ROSALES, Juan Endara. Legal capacity deprivation: (un)deserved protection?. Etnográfica [online]. 2020, vol.24, n.1, pp.165-186. ISSN 0873-6561.  https://doi.org/10.4000/etnografica.8341.

Legal capacity deprivation is a legal proceeding widely applied to protect people with cognitive disabilities. It is justified with a legal criterion that considers disability as a persistent disease or deficiency that prevents the person from governing herself. When exploring the lived dimension of the legal capacity deprivation proceedings, it is possible to notice the existence of feelings of injustice, expressed through a language of deservingness.
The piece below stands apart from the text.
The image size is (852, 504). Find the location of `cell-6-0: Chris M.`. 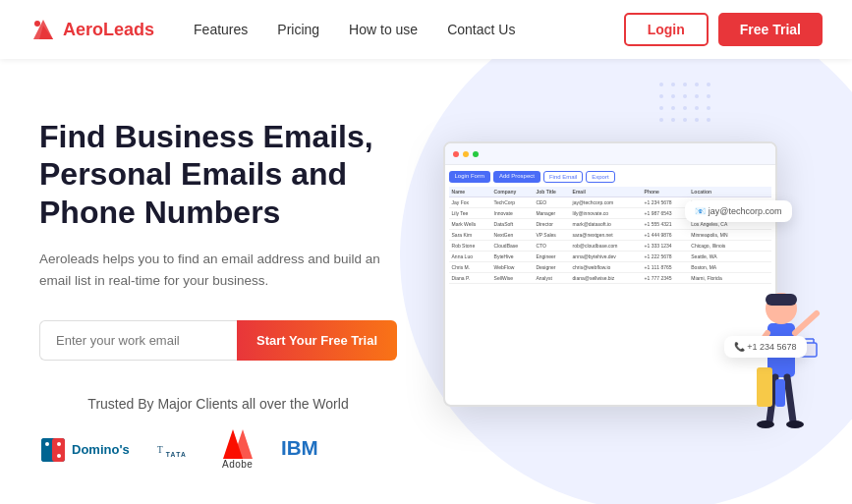

cell-6-0: Chris M. is located at coordinates (470, 267).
Some aspects are perceived as grievances, both by the people whom these measures are applied to and by those who promote them. Judgers have little to no knowledge of the people these legal measures concern, the measures they impose are loaded with prejudices about disability and there is a denial of fundamental rights. The analysis of the discourses constructed around the experience of legal capacity deprivation proceedings reveals the usefulness of the notion of deservingness to capture the overlapping of legal and moral aspects in the feelings of injustice.

Keywords : legal capacity deprivation; feelings of injustice; deservingness; legal anthropology; critical disability studies.